Far East strives for return of antiquities
Through international auction houses, Chinese antiquities from European and American collections are now returning to the Far East. Derek da Cunha examines this tendency
The throngs of people in the room were conversing largely in Cantonese, Hokkien and Mandarin. Theirs was one of anticipated excitement just before the start of the auction.
The venue, not some place in Taipei or Kowloon, but the Great Rooms of the international fine art auctioneers Christie's, in London on June 6 this year. The occasion: The Summer sale of Fine Chinese Ceramics and Works of Art.
The difference between this auction and those of previous years could not have been more striking or revealing.
The European and American presence was heavily outnumbered by the ethnic Chinese, who had descended on London from all around the world, but principally from Hong Kong, Taiwan, Singapore and, yes, China itself.
It was these collectors, dealers and museum curators from the Far East who engaged in competitive bidding for the ceramics, bronzes and jades on offer, leaving the Europeans and Americans, once a force in this market, out in the cold. Prices of many of the art works on June 6 reached astronomical highs, and almost all went into the hands of the bidders from the Far East.
Did the ethnic Chinese buyers come to London to repossess their culture? The well-known art critic of the International Herald Tribune, Souren Melikian, thinks so. It was he who, in a column earlier this year, first brought attention to the phenomenon of the sudden salutary interest "on the market for Chinese art of their overseas communities".
In a subsequent column, Melikian concluded that ethnic Chinese buyers had moved decisively into the art market to reclaim their heritage.
Much of that heritage has been in the hands of European and American families with the sorts of blue-ribbon lineages stretching back to diplomatic, missionary and commercial activity in China over the last two hundred years or so. And now part of that heritage is coming onto the auction block.
The reasons for this are varied. But a key reason has to do with the unfavorable economic conditions in the West, including high rates of taxes and huge outlays to upkeep family estates. While part of the European and American la haute have fallen on hard times, the situation halfway round the world is almost the reverse. The renaissance of East Asia has spawned several phenomena. The quest by East Asians to return to their cultural roots has been one such phenomenon. Closely related to that has been the advent of the nouveau riches and their desire to spend money on the finer things in life, including the art works of their cultural heritage.
Many of this new "class" of art collectors hail from Hong Kong, Taiwan and, in increasing numbers, from the southern Chinese provinces of Guangdong and Fujian, which have thrown up millionaire-entrepreneurs by the score. Their forays into the Chinese art market have been keenly felt over the past year-and-a-half. And their acquisitiveness has propelled certain categories of that market, such as Ming and Qing imperial porcelain, to previously unheard of price levels.

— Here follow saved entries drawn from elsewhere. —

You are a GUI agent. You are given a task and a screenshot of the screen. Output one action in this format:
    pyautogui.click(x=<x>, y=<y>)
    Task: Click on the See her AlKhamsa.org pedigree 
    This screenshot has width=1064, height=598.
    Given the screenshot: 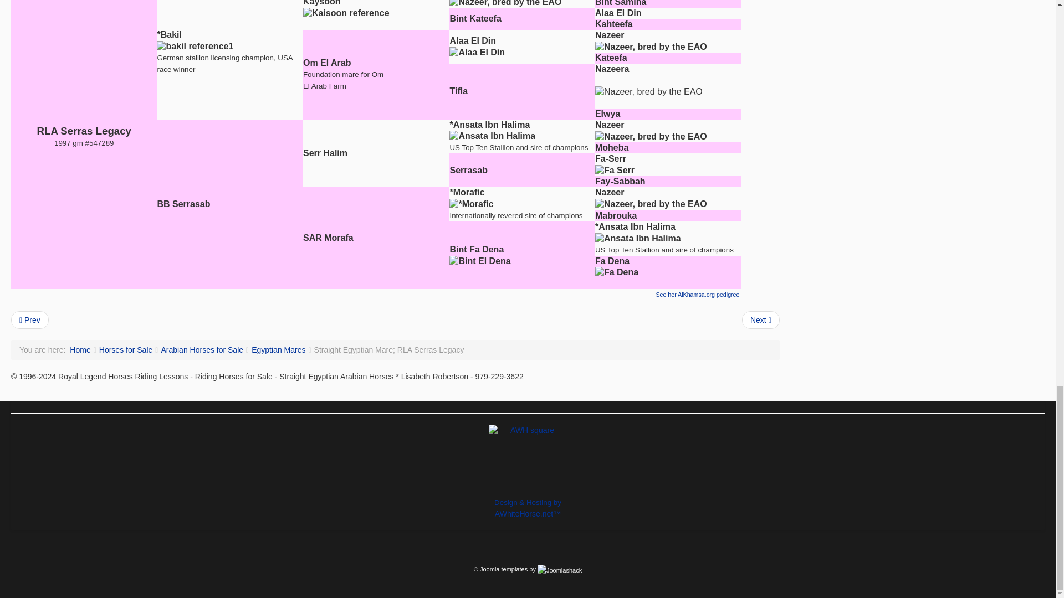 What is the action you would take?
    pyautogui.click(x=698, y=294)
    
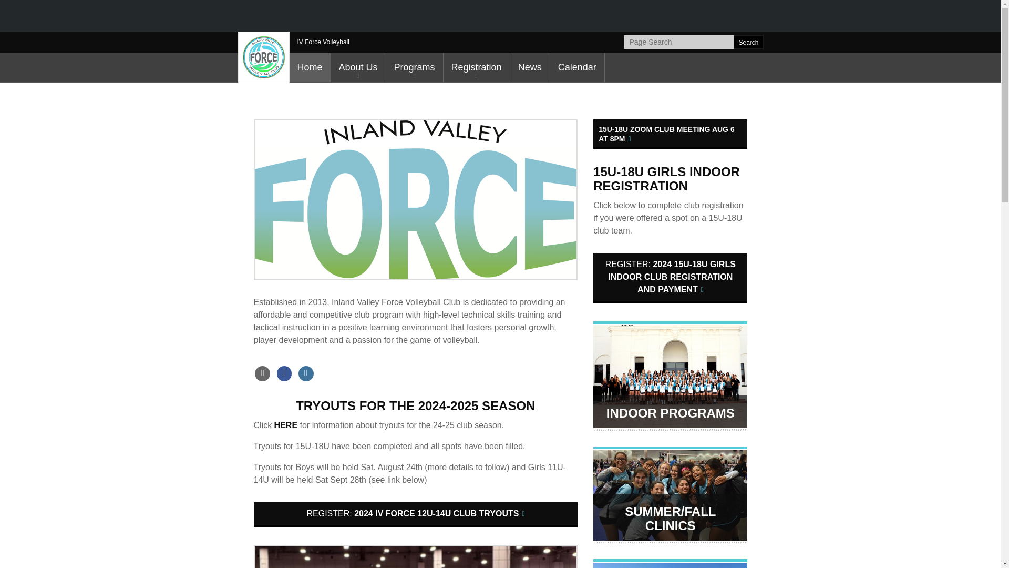  Describe the element at coordinates (577, 67) in the screenshot. I see `Calendar` at that location.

In porcelain, the surging prices are being sustained by the fact that the apparent aim of each of the new collectors is to amass a personal collection of between 30 and 50 objects, each of which with star quality a conversation piece in its own right.
The new collectors have also affected the art market in other ways. A scarcity of good quality works, which has forced one or two usually hoity-toity auction houses to now source consignments of art works from "middle-range" collectors, has been one result.

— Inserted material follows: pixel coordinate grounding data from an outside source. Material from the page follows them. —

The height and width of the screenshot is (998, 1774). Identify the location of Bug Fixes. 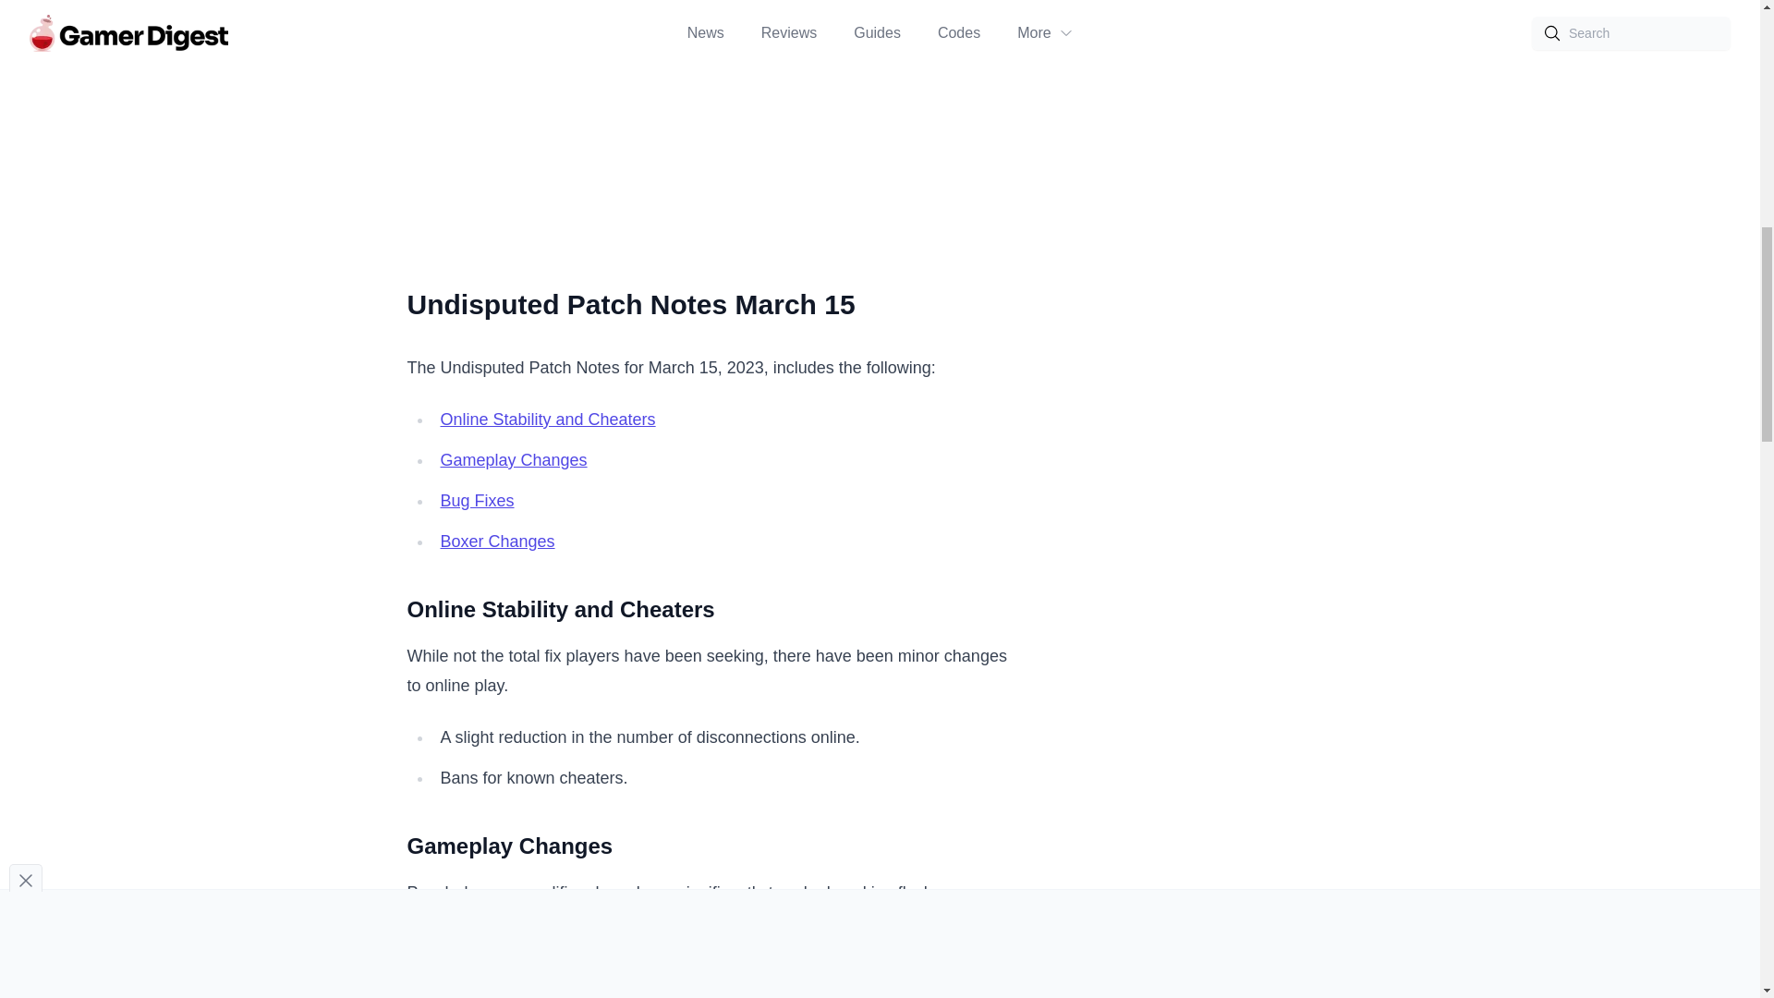
(477, 501).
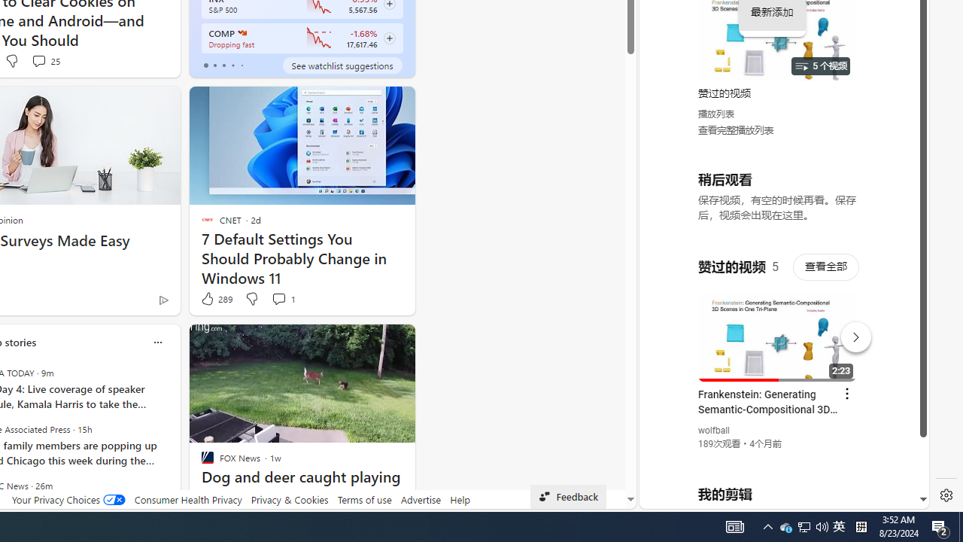 The width and height of the screenshot is (963, 542). I want to click on Click to scroll right, so click(900, 63).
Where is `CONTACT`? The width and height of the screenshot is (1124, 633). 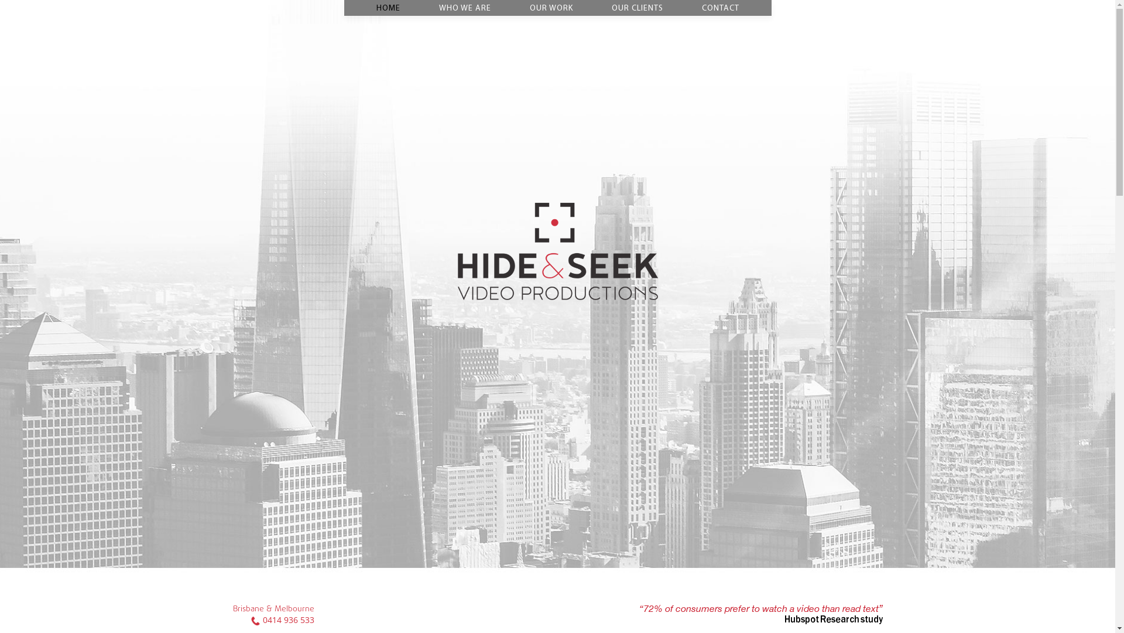 CONTACT is located at coordinates (721, 8).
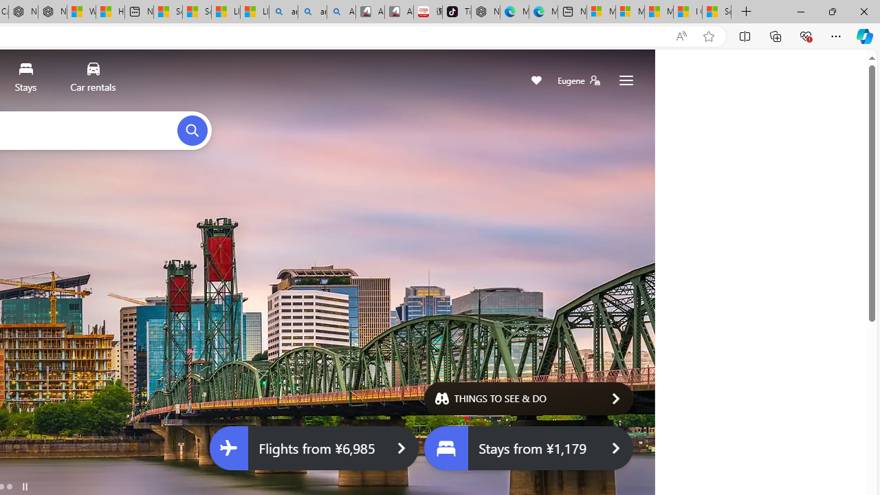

The auction of June 6 certainly gave evidence of quality drying up, and so too did the auction which Christie's held in Hong Kong between April 30 and May 2 this year. This earlier event produced another significant development resulting from the buying power of ethnic Chinese collectors not seen before.
As long-time followers of the Hong Kong art scene would attest, the success or otherwise of an art auction is closely related to the performance of the Hong Kong bourse. A surging stockmarket would largely ensure the success of an auction. Conversely, a stockmarket heading south would produce a lukewarm response in the salesroom.
The Spring auction in Hong Kong saw the de-linkage of stockmarket from art market. And this was a truly remarkable development. In the week preceding the auction, from April 24 to May 1, the Hang Seng index fell some 5 percent in value, or more than 400 points after months of anemic performance. Yet, Christie's chalked up one of its best results for Chinese art not seen in a long while, with hammer prices of some lots of late 19th century porcelain, which would have been sniffed at a few years ago, more than doubling their low estimates and setting new records for their category.
If this suggests anything, it is that Chinese art is beginning to attain an intrinsic value that far exceeds its purely aesthetic quality.
Indeed, all evidence indicates that it is currently the most dynamic sector in the international art market, and that surging values, particularly of paintings and porcelain (the latter holding the added cachet of being a repository of an enormous body of scholarship), will likely be sustained over the long haul. This is the logical consequence of the combination of strong cultural sentiment, investment potential and scarcity. Indeed, one thing is for sure, as China's economic development runs full tilt, the repossession of its historical artifacts from the Western world will move into higher gear, illustrating the view that artistic vibrancy can coexist with economic dynamism.
The writer, a collector of Qing porcelain, is a Senior Fellow at the Institute of Southeast, Asian Studies, Singapore and is Editor of Trends.